At the center of Rita Azevedo Gomes’ A PORTUGUESA (The Portuguese Woman) is the newly-wed wife of Lord von Ketten who brings her from Portugal to Italy. While her husband devotes himself to war, she beings to emancipate herself gradually from her solitude. Despite the splendid costumes and opulent visuals, the film has a realistic touch - it also features Ingrid Caven as a singer of ballads.
In Jessie Jeffrey Dunn Rovinelli’s SO PRETTY, the daily life and politics of the gay scene in 1980s West Berlin are renegotiated in a queer shared flat in contemporary New York. This partly autobiographical feature film tells the story of Tonio/Tonia and Franz, Paul and Erika, talking about political activism and the models of love. It is an adaptation, translation and re-reading of Ronald M. Schernikau’s novel “So schön” (“So pretty”).
Ghassan Salhab returns to the Forum with a film based on Rosa Luxemburg’s correspondence when she was in jail. UNE ROSE OUVERTE/WARDA (An Open Rose) combines letters and photos with metaphorical images of Lebanon and wintry Berlin to create a multi-layered collage.
The great documentary filmmaker Thomas Heise uses letters and other documents to paint his own family history over four generations. In his monumental work HEIMAT IST EIN RAUM AUS ZEIT language and images come together in a haunting portrait of a family, country and century.
Florian Kunert’s debut film FORTSCHRITT IM TAL DER AHNUNGSLOSEN also explores German history: Amid the ruins of the premises of the GDR company “Fortschritt” in Neustadt in Saxony, former employees encounter the Syrian refugees who are now accommodated there. Archive material from the days when GDR-Syrian friendship celebrated contrasts with contemporary footage of Pegida demonstrations.
Two debut works from China explore biographies and memories. In Lei Lei’s essay film BREATHLESS ANIMALS a woman speaks off-camera of her family’s suffering during the Cultural Revolution while images of a burgeoning country flicker on the screen: Two competing visions of daily life in China emerge.
Zhu Yin, who is only 22, has created a mysterious, meandering family story in MAN YOU (Vanishing Days) set in a hot, rainless summer in the province capital Hangzhou. The 14-year-old Senlin is struggling to write her school essay. When an old friend of her mother’s comes to visit, reality, dreams and memories merge.
By contrast, the feature film CHUN NUAN HUA KAI (From Tomorrow On, I Will) by Ivan Marković and Wu Linfeng is set in the Chinese capital Beijing and provides an insight into the life of a young night watchman who sleeps by day in a bed occupied by a man who works the day shift at night. In impressively photographed, atmospheric images, a story of how luxury and precarity exist side by side.
Bernd Schoch locates extreme working and living conditions in Europe in a microcosm in the southern Carpathians. His film OLANDA observes a group of families who live in makeshift camps over the summer, picking mushrooms and berries at the crack of dawn for consumers in Western Europe. The informal economic structures form the smallest link in a Europe-wide trade chain.
Nicolaus Geyrhalter focuses on the earth (Erde in German) in the Anthropocene epoch. In seven locations which humans are transforming on a grand scale, the film ERDE shows the ambiguous impact: Digging, drilling, dismantling, farming and measuring all take place without regard for the consequences on the environment and nature.
Jean-Gabriel Périot’s NOS DÉFAITES (Our Defeats) looks at contemporary political discourse. Working with a school class, he re-stages moments of strike, resistance and the worker’s struggle from the films of Jean-Luc Godard, Alain Tanner and others. After the performance comes reflection: By asking them about the young people about their acting the filmmaker explores a generation’s view of politics. Can political activism arise from this?
Like every year, the Forum completes its program with a series of Special Screenings dedicated to alternative forms of writing film history, like Callisto Mc Nulty’s DELPHINE ET CAROLE, INSOUMUSES (Delphine and Carole). In the 1970s and 80s, the filmmaker Carole Roussopoulos und the legendary actress Delphine Seyrig made use of new video technology to take part in the women’s movement. The film sketches the beginnings of a creative, political practice that combined collective action, media involvement and archival documentation in an insolent, subversive and humorous manner.
Members of the Arsenal - Institute for Film and Video Art receive discounts for all Forum and Forum Expanded screenings (on condition of being able to show proof of membership). Multiple screening tickets (only available at Arsenal) are also valid at all Forum and Forum Expanded venues.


→ Problem description:
Quote the entries word for word. Omit the pictures.

→ Extracted entries:
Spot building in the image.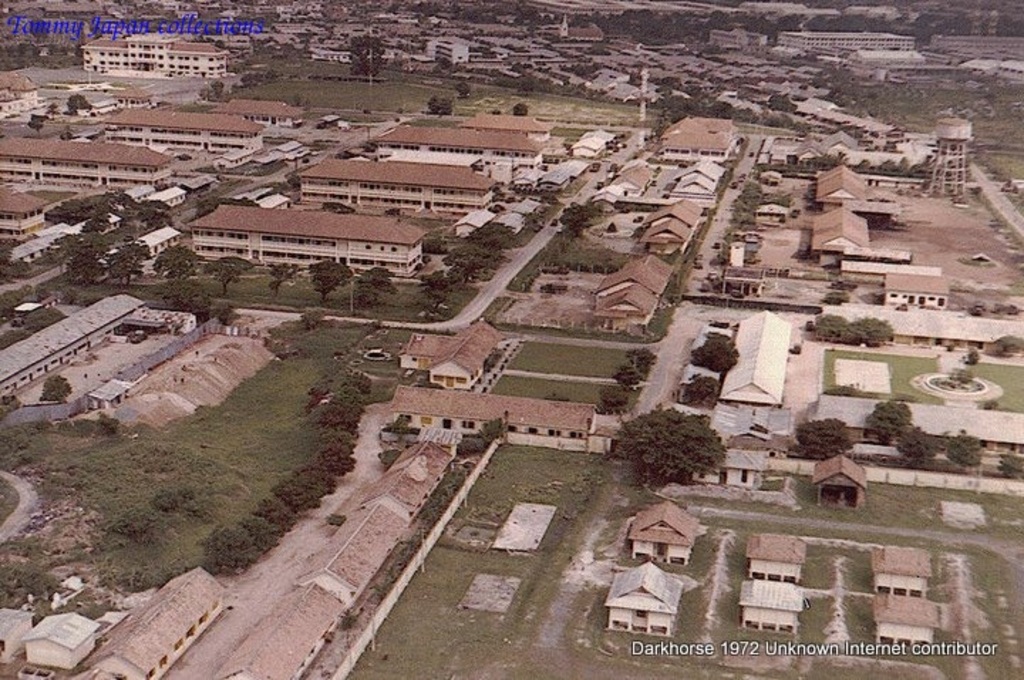
building found at {"left": 0, "top": 185, "right": 47, "bottom": 242}.
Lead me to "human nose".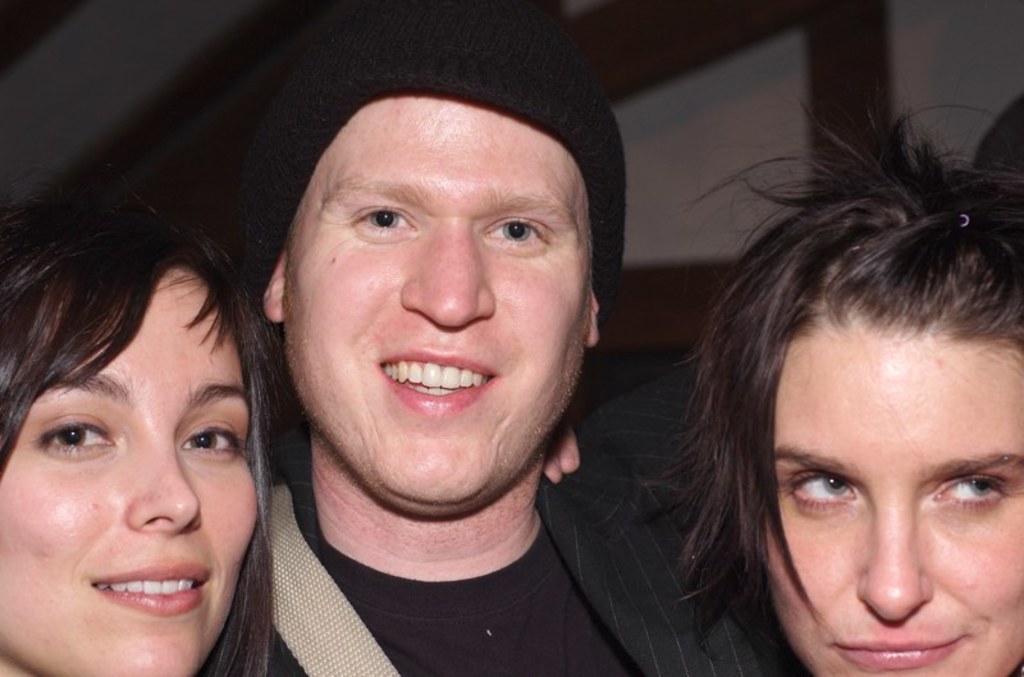
Lead to detection(856, 498, 931, 621).
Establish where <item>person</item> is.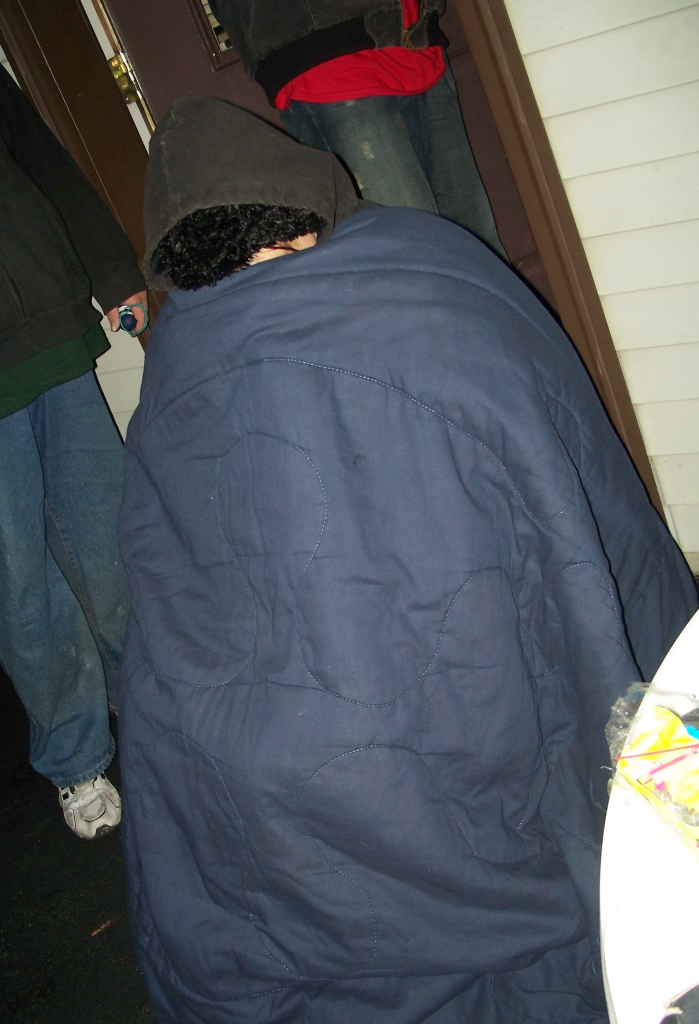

→ Result below:
Spot building in the image.
building found at {"left": 0, "top": 185, "right": 47, "bottom": 242}.
Lead me to "human nose".
Lead to detection(856, 498, 931, 621).
Establish where <item>person</item> is.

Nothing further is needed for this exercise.